After our webcast, “500 Years after Reformation, Many Protestants Closer to Catholics than Martin Luther,” someone posted this question; “Why do you believe these bible stories; are you just afraid of death?” In view of the fact that the fear of death has tormented humanity from the very earliest of times, that is a valid question. In Hamlet, Shakespeare asked the question of what happens after death with the poetic soliloquy, “To be, or not to be: that is the question.”
On one hand, Shakespeare’s main character, Hamlet, proposes that perhaps we simply cease to exist:
To die: to sleep;
No more; and by a sleep to say we end
The heart-ache and the thousand natural shocks
Perhaps, suggests Hamlet, death won’t be all that bad, since we will be released from this mortal life of pain and struggle. But then it dawns on him: Death is an “undiscovered country” from which no man has returned. So what if death is not the end of suffering? What if we live on after death in torment far worse than we have encountered in this life and in conscious anguish because of the wrong we have done? Hamlet concludes:
“Thus conscience does make cowards of us all”
In my younger years, I wasn’t afraid of death. I was not taught to believe in God at home and had been educated in school to believe the popular myth we might call “Once Upon A Time… Plus Chance!” In the evolution fairytale, we were told that in the beginning was nothing which, for no apparent reason and without any intelligent guidance, inexplicably exploded into everything. After that original explosion, everything that now exists came into being by a series of unguided accidents – time plus chance.
According to this creation story, human beings are an accidentally created lifeform who exist for a few short meaningless years: In time we will simply die and cease to exist – Hamlet’s first possibility. As Elton John so poetically suggests, maybe we are all just candles in the wind, and one day our candle will simply go out. Poof. So, with that idea firmly planted, I had no particular fear of death. In early adulthood, though, I was challenged with the idea that God may exist after all. The scientific evidence, as well as common sense, seemed to confirm that nothing comes from nothing, which at least argued for a creator, an intelligent designer. It was a process, but I came to believe that God does exist and that the Bible is fundamentally reliable. I came to understand that I was separated from God, that the physical resurrection of Jesus Christ is true, and that I can have peace with God and eternal life by believing in and calling on Jesus as God.
So, in answer to the question, I am not afraid of death. I know where I will be once I, as Hamlet so deftly put it, have “shuffled off this mortal coil.” I may be afraid of how I will die, as I am not a big fan of pain, but I do not fear death itself.
My original answer was shorter and included a follow up question:
Well, no. The question is, is the Bible reliable and historically accurate? What is the bibliographic test you use to confirm or deny the authenticity of ancient documents and how do we understand the various genre of the texts, in this case, in the Bible?
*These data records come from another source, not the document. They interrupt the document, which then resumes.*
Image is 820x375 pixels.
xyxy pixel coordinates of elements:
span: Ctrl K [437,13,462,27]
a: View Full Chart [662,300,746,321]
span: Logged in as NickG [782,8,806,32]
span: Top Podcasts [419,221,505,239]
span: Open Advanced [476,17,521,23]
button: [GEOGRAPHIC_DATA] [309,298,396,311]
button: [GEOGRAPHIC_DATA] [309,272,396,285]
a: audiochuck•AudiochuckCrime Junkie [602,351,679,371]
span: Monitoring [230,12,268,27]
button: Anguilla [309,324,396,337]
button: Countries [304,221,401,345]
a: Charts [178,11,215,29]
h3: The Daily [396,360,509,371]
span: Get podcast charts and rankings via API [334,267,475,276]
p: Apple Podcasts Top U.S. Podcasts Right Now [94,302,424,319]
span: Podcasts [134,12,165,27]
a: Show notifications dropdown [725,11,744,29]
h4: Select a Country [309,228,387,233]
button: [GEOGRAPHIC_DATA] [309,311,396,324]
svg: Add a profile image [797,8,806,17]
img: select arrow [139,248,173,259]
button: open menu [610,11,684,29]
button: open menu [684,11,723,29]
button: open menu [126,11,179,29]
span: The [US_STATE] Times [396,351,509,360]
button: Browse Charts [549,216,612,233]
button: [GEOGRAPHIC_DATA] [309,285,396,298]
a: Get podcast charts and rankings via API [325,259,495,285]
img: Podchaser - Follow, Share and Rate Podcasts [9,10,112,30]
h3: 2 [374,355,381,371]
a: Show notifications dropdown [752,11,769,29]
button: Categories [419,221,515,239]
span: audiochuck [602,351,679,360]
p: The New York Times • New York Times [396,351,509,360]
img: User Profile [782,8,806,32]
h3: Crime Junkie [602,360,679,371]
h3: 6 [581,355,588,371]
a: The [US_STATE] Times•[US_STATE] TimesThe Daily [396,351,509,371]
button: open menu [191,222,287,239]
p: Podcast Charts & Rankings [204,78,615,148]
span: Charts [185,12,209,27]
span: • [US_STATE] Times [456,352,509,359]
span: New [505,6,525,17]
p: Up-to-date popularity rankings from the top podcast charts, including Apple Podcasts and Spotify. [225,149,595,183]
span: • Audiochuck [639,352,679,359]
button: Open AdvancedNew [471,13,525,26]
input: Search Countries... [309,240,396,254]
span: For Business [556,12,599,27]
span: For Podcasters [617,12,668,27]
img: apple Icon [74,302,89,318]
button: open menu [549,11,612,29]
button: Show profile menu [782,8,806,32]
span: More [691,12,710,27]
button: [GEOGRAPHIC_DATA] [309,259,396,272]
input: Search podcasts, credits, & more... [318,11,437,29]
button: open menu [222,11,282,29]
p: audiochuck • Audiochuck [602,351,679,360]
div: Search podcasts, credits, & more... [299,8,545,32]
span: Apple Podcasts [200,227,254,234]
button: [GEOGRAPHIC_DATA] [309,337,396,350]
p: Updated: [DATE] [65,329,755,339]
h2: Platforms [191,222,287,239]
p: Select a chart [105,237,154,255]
My question had two issues which guide us in addressing the third issue. Is the Bible reliable? That is, is the text that we have in our hands fundamentally reliable and faithful to what was originally written, and is it historically accurate? Are the events, times, and places it records actual events, times, places, and peoples, or were they fabricated for some reason? The third issue I brought up has to do with the various genres of texts in the Bible. The Bible is a collection of books which contains historical narrative, wisdom literature, poetry, etc. How we understand the text is determined by the type or genre. (For a more in-depth discussion of these issues than we can cover in this blog, I suggest reading a summary at Got Questions, “Is the Bible Reliable? )
The response I got back switched categories and went straight to genre:
When dealing with ancient text, one should use the principle of analogy. A fairytale is a story typically featuring fantastic creatures such as fairies, elevens, goblins, dragons and animals that talk and act like people often with a moral lesson. The Bible had…zombies, satyr, wizards, witches, cockatrice, demons, unicorns, dragons and talking snake and talking donkey. What method did you use to determine that the Bible was in fact an accurate historical document?
The “principle of analogy” is certainly valid in looking for genre, but comes into play more fully after we know if the ancient document we are discussing is faithful to the original text. What if anything does it claim for itself, and how are particular words, phrases and descriptions being used in context? Is the text prescriptive (in this case something God decreed), or descriptive (something people at the time believed which may be true or mere myth). For example, the fact that fictional fairytales portray witches and/or wizards certainly does not preclude the real existence of witches and/or wizards. We have witches and wizards with us today. In fact, we have whole denominations of them, such as The Covenant of the Goddess, Fellowship of Isis, Circle Sanctuary and others.
Second, what people believed about Satyrs in ancient times is descriptive but not prescriptive. It tells us what people believed, but not whether such a belief is true or sanctioned by God.1The Lexham Bible Dictionary notes: Satyr (שָׂעִיר, sa’ir). The Hebrew term שָׂעִיר (sa’ir), which is often translated as “satyr,” refers to a goat-demon deity (Lev 17:7; compare the goat for Azazel in Lev 16). Many people in the ancient Near East believed that goat-demons lived in the wilderness. Jeroboam is said to have set up worship sites for golden calves and goat demons (2 Chr 11:15). (1. Major Contributors and Editors. (2016). Satyr. In J. D. Barry, D. Bomar, D. R. Brown, R. Klippenstein, D. Mangum, C. Sinclair Wolcott, … W. Widder (Eds.), The Lexham Bible Dictionary. Bellingham, WA: Lexham Press.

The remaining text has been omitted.